I tell myself this: You’re bipolar. You can’t help how you feel sometimes. It’s not the pandemic or the economy, or seeing the daily death statistics, or the fact that your kids are stuck at home, (clean the floor) and your husband is in a profession that puts him in danger of being exposed to the virus, or that you have to see your friends losing their jobs, or that releasing music right now feels awful inside, (something isn’t clean) or that the stores are empty when you finally get the nerve to go, (hold your breath there might be germs) or that you can’t sleep, and you keep reading about other people who are bipolar taking their lives right now, or that some people do or don’t believe in the virus, or that you feel so alone, (stop thinking about the abuse, stop reliving things you can’t change) just stop, feel something else, stop being weak, if people knew how you think they would never speak to you again, things will get better …. and you don’t know when you will be allowed to perform live again. Or if you even want to now because you can’t imagine it at the moment. You just can’t.
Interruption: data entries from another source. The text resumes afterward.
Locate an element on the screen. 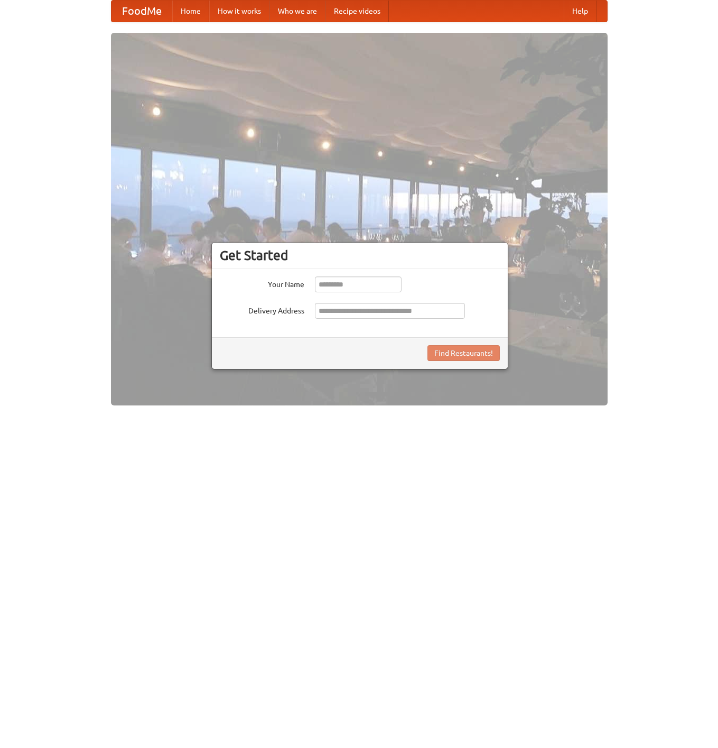 The width and height of the screenshot is (718, 748). button: Find Restaurants! is located at coordinates (463, 353).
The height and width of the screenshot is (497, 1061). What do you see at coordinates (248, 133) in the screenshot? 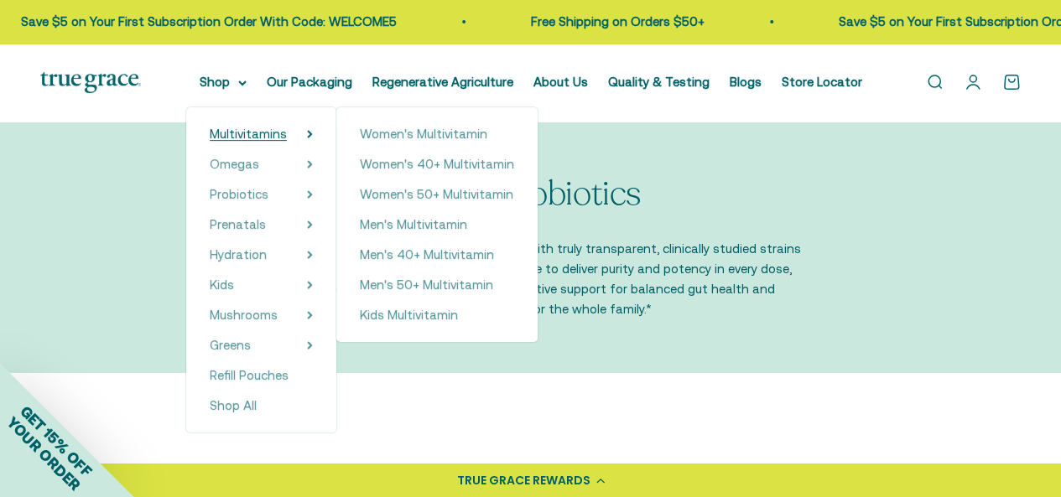
I see `span: Multivitamins` at bounding box center [248, 133].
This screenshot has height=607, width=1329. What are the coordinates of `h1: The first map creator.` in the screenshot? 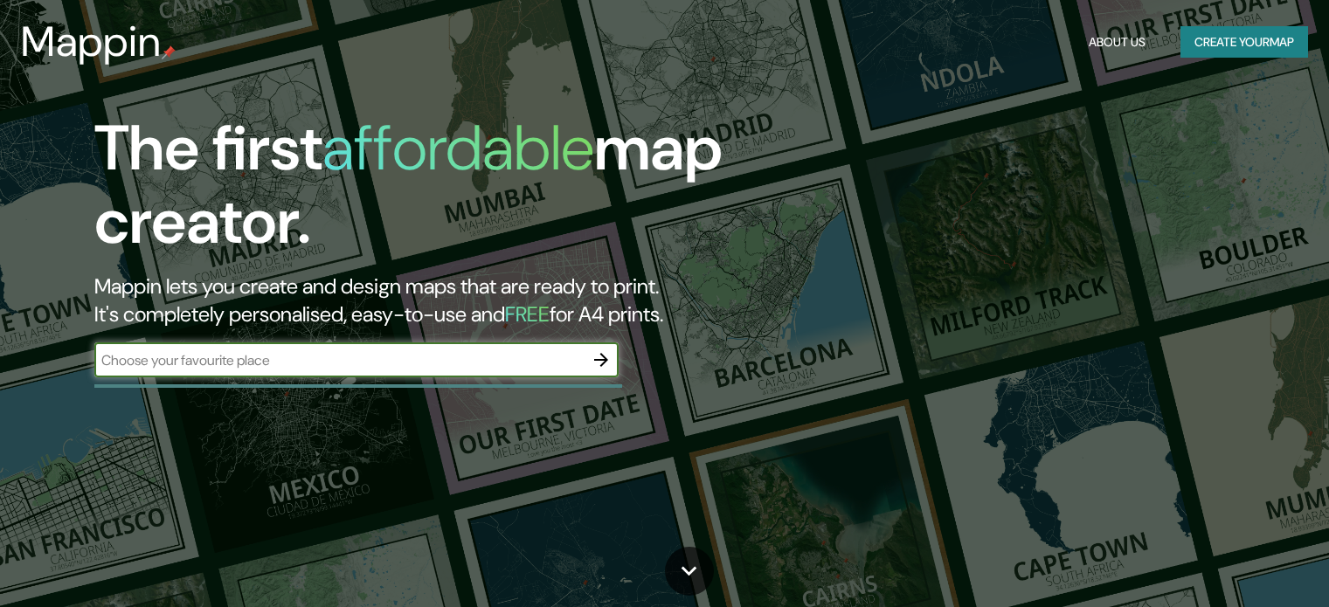 It's located at (426, 192).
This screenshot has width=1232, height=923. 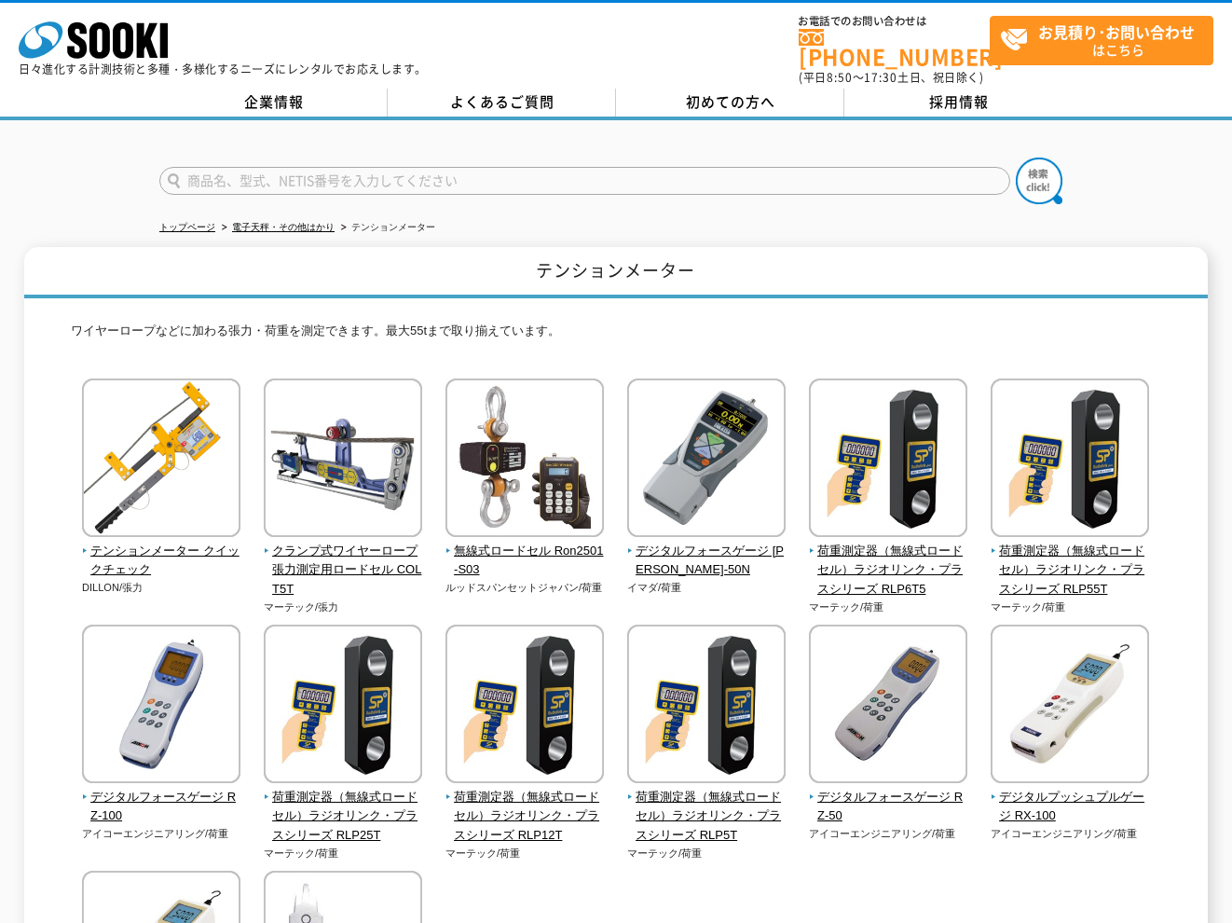 I want to click on span: 初めての方へ, so click(x=731, y=102).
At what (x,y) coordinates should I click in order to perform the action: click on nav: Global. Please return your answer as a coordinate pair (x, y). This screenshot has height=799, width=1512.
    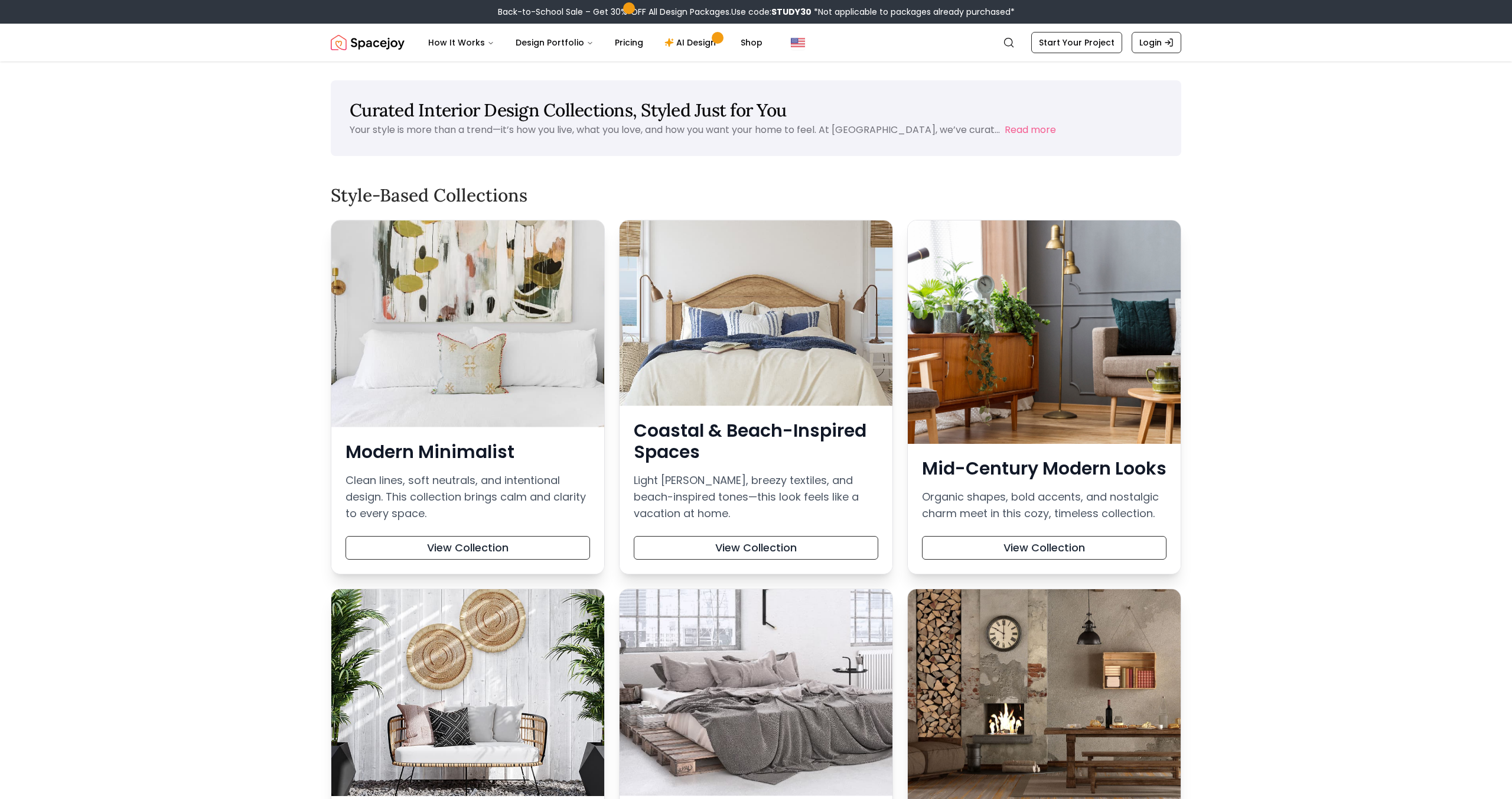
    Looking at the image, I should click on (756, 43).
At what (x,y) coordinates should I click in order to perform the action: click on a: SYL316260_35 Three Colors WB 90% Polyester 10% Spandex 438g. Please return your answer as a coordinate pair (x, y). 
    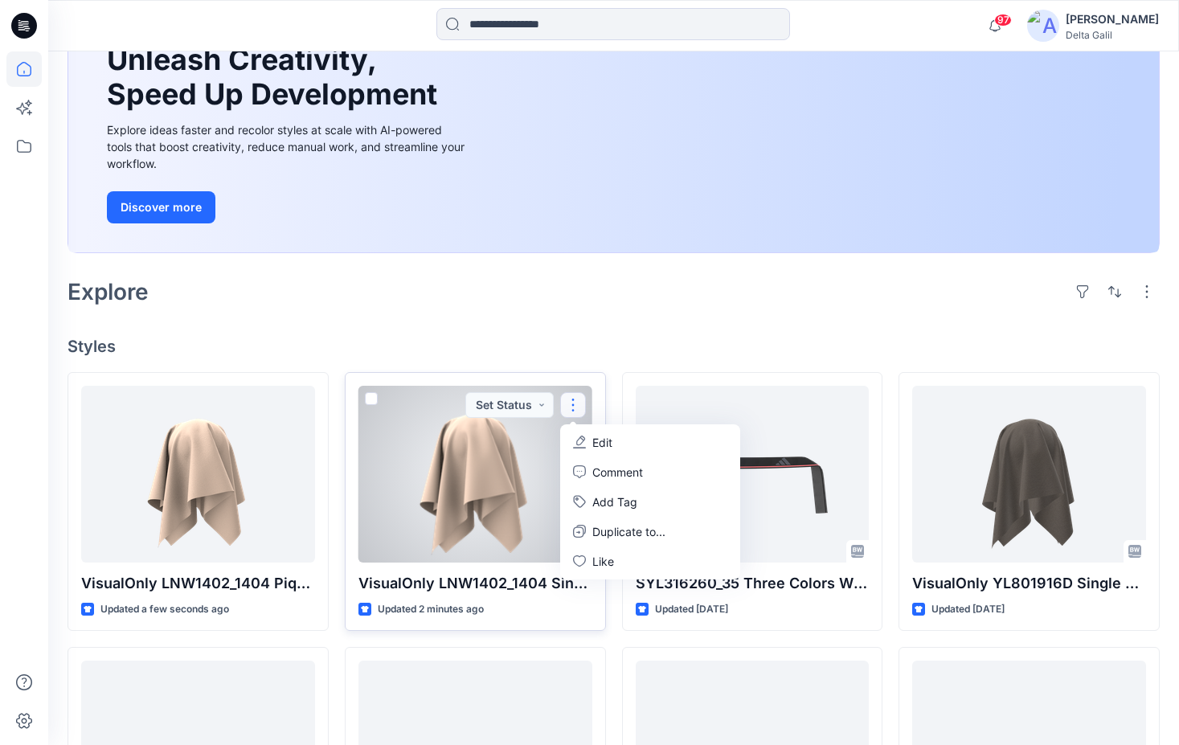
    Looking at the image, I should click on (752, 474).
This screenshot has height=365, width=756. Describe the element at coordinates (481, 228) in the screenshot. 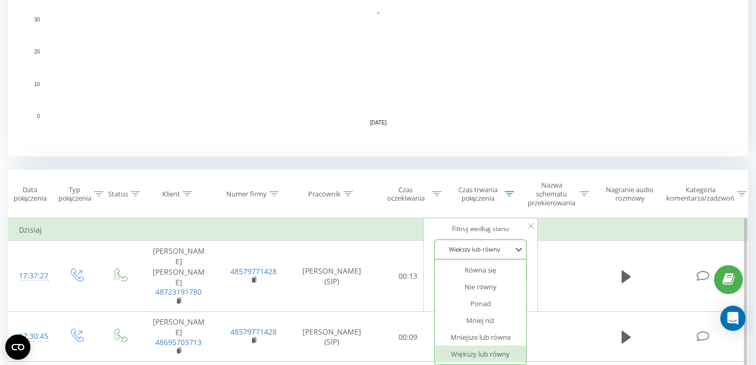

I see `font: Filtruj według stanu` at that location.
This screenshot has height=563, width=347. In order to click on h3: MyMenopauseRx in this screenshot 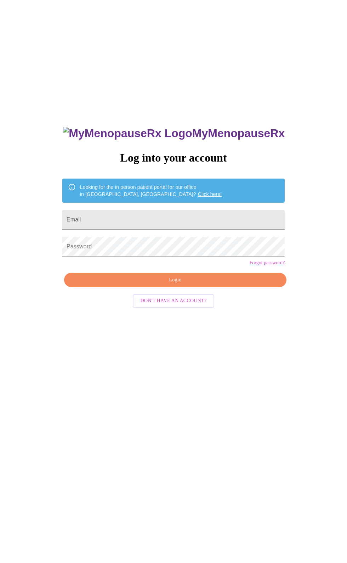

If you are an artist right now and just don’t feel the same creativity, I understand. I can only hope for some mania to help drive me to work on a song in the near future.

For some, depression inspires art. I’ve been in that place too.

I actually do like my life now and I love what I do. I create music, and that’s all I could have ever asked for in life. It’s just that currently, everything feels out of place. And I wrote this to help put it into perspective for someone who doesn’t know what being bipolar is like right now, during this. Or any other time for that matter. Even when life is “good” it can hit you. It can blindside you. There’s no control over it. And I’m not quite sure I was able to describe it well, but I tried. And that also means I did something today.  I hope it helped someone.